Today's class resembled something you'd see documented on a Discovery Channel special on why NOT to have multiple children in the same room.
The boys were great. They didn't even bat an eye at sharing the classroom with Baby Girl. I think almost-10-year-olds still think that girls have cooties, which is fine by me. I didn't have to put up with 40 minutes of "can I hold her please?" (Side note: I did not fare so well with the adult population. People think I'm weird, but I LOVE holding Baby Girl - I don't get to do it often enough).
The boys were also - well, boys. After Himself and I found the classroom (did we even know that our church had a second story?!), we walked in to discover one boy leaning back on his chair, one squatting on the windowsill with his head out the window and one looking like he wanted to find the nearest exit and bolt (this would be the son of one of the bishopric members). We then found out that the three extremes had come - one boy is genius-level brilliant and therefore bored most of the time (aka the one perched on the window sill with his head out a second-story window), one boy has a significant learning disability, the other (the one who looked ready to bolt) is smack dab in the middle. He's the one who asked the question I answered incorrectly.
The lesson was on something I've known my entire life, but Baby Girl had, at this point, been screaming intermittently for the past 18ish hours, and when that happens all brain cells go into "self-destruct" mode and I turn into a blathering idiot. One boy asked a question that any reasonably intelligent adult who had been attending our church for any amount of time should be able to answer. I answered wrong. False doctrine on the first week.
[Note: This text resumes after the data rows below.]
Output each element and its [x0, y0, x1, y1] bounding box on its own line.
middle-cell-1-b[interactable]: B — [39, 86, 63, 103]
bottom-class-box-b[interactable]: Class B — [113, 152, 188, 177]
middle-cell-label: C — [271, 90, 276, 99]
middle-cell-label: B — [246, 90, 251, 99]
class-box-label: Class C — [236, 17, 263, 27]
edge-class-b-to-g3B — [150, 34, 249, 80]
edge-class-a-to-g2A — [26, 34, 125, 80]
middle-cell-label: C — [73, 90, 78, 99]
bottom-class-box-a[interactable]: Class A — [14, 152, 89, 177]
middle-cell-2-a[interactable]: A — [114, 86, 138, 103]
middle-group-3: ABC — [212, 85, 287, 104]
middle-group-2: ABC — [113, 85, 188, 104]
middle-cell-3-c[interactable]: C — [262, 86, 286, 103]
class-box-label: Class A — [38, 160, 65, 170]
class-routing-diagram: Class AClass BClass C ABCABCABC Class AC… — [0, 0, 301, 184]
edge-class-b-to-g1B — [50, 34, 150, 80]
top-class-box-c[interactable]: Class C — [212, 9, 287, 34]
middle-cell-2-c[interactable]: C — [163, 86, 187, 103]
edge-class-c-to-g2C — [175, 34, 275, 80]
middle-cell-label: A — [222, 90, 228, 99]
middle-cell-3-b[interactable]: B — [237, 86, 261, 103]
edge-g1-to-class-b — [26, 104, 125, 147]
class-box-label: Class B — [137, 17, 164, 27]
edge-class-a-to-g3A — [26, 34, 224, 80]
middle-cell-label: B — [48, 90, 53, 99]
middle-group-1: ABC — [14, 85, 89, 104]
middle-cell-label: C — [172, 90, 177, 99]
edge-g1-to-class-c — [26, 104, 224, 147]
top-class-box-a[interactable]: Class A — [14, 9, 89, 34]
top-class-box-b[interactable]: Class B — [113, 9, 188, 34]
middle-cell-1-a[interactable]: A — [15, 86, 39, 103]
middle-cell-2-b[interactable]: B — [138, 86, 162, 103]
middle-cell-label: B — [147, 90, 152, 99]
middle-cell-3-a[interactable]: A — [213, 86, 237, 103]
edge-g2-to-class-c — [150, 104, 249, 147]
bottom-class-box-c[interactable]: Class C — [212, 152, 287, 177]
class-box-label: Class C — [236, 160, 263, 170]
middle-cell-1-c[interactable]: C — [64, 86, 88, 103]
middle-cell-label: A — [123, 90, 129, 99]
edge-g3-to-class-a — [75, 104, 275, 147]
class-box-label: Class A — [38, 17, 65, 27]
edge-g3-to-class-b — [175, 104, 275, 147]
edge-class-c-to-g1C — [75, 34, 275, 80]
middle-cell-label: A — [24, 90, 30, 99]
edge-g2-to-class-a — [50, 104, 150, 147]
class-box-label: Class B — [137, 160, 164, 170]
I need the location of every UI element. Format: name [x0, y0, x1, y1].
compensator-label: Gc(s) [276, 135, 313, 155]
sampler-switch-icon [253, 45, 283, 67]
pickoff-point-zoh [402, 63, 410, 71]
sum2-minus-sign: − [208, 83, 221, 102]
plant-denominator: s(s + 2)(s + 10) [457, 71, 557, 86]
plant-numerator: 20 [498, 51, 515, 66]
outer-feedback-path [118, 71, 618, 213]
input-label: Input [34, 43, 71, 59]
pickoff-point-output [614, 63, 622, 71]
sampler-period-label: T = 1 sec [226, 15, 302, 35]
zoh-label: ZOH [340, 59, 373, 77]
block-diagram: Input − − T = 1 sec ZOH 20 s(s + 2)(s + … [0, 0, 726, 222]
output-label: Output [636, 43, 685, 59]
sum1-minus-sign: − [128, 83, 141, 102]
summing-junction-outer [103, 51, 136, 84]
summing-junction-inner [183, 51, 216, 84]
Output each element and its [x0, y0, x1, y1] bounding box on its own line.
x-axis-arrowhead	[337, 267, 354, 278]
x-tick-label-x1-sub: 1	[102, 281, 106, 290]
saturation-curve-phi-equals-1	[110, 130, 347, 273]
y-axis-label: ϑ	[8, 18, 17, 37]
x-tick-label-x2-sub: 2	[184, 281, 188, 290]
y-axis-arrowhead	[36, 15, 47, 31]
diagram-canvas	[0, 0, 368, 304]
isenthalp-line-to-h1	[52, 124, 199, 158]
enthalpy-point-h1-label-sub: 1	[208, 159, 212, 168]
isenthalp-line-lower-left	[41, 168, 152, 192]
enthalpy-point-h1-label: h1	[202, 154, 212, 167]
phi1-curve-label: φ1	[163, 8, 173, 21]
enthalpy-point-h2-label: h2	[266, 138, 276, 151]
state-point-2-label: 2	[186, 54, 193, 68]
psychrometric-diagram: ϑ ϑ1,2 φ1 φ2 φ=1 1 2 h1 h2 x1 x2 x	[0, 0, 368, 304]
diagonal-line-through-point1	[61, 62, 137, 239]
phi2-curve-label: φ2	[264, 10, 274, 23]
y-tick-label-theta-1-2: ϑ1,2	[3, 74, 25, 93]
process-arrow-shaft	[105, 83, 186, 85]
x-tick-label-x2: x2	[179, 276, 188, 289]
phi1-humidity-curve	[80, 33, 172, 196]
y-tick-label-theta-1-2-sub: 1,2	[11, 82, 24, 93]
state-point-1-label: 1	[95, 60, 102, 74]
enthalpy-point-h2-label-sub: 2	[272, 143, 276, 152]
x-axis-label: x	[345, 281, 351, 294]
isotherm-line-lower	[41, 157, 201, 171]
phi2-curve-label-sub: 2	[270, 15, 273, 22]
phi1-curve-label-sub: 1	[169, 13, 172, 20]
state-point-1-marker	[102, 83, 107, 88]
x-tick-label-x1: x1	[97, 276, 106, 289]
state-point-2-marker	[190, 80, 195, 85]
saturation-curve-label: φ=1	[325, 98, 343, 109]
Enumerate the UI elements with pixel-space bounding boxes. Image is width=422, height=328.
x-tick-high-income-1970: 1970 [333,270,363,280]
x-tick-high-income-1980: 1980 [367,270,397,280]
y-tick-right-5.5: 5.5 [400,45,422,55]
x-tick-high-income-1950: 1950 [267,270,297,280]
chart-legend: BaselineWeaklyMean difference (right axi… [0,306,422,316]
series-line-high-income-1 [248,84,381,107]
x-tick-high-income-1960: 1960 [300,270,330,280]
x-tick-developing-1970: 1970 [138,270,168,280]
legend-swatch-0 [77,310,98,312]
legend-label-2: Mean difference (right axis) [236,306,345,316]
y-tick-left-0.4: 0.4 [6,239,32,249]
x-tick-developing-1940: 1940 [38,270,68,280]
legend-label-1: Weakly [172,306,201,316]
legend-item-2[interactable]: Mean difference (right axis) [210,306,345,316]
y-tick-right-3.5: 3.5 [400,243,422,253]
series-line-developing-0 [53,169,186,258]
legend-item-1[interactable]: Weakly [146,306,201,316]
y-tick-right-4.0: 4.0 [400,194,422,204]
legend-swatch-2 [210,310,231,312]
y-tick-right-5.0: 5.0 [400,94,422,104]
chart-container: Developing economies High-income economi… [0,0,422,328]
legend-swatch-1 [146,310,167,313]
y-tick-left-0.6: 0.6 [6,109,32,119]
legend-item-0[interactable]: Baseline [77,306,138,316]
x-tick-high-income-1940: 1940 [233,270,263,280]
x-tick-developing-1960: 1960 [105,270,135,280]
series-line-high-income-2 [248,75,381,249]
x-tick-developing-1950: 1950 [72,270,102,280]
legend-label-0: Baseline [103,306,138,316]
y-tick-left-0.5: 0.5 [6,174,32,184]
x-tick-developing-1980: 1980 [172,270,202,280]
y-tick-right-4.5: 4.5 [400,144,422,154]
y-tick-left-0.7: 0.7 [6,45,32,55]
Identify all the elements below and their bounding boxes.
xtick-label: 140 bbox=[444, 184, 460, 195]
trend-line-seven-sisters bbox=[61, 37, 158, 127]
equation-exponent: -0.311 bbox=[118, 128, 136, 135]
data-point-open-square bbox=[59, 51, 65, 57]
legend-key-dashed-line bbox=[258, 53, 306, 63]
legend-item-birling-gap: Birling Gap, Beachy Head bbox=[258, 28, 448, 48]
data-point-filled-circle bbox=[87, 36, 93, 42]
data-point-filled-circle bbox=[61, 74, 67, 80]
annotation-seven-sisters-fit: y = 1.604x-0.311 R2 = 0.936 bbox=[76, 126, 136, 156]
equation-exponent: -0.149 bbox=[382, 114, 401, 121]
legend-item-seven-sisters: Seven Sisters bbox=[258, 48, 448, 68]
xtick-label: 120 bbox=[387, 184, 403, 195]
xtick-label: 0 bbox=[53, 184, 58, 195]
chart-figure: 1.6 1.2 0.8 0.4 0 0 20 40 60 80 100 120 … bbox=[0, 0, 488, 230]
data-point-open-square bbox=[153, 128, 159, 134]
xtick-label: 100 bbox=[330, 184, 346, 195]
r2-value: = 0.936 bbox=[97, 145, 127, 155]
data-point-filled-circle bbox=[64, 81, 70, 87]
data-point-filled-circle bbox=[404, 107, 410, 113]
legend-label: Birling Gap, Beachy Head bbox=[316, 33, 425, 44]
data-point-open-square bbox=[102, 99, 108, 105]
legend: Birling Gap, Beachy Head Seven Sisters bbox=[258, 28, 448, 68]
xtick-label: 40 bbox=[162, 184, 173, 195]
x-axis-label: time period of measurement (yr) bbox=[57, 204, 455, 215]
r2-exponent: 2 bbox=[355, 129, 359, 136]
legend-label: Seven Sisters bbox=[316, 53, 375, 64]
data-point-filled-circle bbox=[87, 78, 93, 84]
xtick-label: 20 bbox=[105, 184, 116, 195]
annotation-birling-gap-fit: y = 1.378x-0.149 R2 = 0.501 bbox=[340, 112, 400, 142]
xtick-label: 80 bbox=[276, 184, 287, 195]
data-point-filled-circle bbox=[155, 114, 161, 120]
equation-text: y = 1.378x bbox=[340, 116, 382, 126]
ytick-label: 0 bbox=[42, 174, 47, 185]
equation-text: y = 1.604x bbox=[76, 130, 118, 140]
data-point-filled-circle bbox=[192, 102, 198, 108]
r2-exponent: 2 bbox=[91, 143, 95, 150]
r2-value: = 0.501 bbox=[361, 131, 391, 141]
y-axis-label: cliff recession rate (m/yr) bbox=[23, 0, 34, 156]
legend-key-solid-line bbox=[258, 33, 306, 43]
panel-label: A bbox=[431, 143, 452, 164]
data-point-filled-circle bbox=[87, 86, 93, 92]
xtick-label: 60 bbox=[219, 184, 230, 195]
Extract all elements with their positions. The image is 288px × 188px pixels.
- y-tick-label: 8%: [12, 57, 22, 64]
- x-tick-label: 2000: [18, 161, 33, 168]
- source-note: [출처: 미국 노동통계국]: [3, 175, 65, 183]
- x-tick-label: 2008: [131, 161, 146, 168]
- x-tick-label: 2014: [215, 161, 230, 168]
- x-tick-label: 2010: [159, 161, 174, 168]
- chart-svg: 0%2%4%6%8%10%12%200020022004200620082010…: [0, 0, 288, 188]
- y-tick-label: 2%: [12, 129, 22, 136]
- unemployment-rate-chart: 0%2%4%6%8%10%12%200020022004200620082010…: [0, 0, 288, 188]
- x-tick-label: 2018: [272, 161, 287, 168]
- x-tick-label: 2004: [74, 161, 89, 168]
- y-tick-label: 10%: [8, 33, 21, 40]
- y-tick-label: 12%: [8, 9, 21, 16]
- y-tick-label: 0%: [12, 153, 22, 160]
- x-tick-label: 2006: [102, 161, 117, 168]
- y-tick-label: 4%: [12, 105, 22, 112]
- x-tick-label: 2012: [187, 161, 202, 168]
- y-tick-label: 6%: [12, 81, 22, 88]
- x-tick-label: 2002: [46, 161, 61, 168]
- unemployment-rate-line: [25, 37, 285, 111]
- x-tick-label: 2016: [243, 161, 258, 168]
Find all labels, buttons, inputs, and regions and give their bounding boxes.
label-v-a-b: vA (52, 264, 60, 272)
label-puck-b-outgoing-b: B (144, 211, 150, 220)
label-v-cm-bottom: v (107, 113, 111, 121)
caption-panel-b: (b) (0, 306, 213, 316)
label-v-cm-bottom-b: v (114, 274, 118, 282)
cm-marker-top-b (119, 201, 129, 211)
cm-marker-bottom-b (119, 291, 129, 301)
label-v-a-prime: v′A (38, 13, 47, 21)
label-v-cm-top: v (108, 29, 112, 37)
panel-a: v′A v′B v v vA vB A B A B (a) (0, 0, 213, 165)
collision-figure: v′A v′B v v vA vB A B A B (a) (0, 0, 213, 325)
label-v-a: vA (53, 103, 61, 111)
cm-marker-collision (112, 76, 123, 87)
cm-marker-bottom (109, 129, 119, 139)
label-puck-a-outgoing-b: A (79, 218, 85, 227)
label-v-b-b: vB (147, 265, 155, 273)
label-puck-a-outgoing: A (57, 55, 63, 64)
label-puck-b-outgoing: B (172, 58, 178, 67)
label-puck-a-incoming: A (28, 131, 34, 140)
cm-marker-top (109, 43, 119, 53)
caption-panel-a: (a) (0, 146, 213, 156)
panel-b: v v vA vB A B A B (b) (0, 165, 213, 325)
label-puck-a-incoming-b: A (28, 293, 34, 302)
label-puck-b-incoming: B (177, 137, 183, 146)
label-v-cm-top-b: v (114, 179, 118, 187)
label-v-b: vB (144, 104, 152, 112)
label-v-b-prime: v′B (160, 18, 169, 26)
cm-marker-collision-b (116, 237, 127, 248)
Himself sat in the back, unsuccessfully trying to decide if the peep Baby Girl was about to make warranted him leaving the room or not. If he left the room, she quieted immediately, necessitating that he rejoin class. If he didn't, she screwed up her little face and let her cries rip, meaning he couldn't find the door fast enough to not disrupt class.
Himself finished the lesson - or was supposed to. I ended up schlepping Baby Girl to the mother's lounge to eat, where she instantly turned into her normal self, as if she was merely traumatized by the site of so many boys in one room (who could blame her?)
Tune in next week for another update on Baby Girl and The Boys.
2 comments:
Only one bit of false doctrine during the week...that's not bad. You should hang out in EQ once in a while. :D
Yeah, ask Himself sometime about the week he visited my parents and the lesson was on who it is okay to not love.
Um, yeah ... pretty sure that isn't in the sanctioned lessons. lol.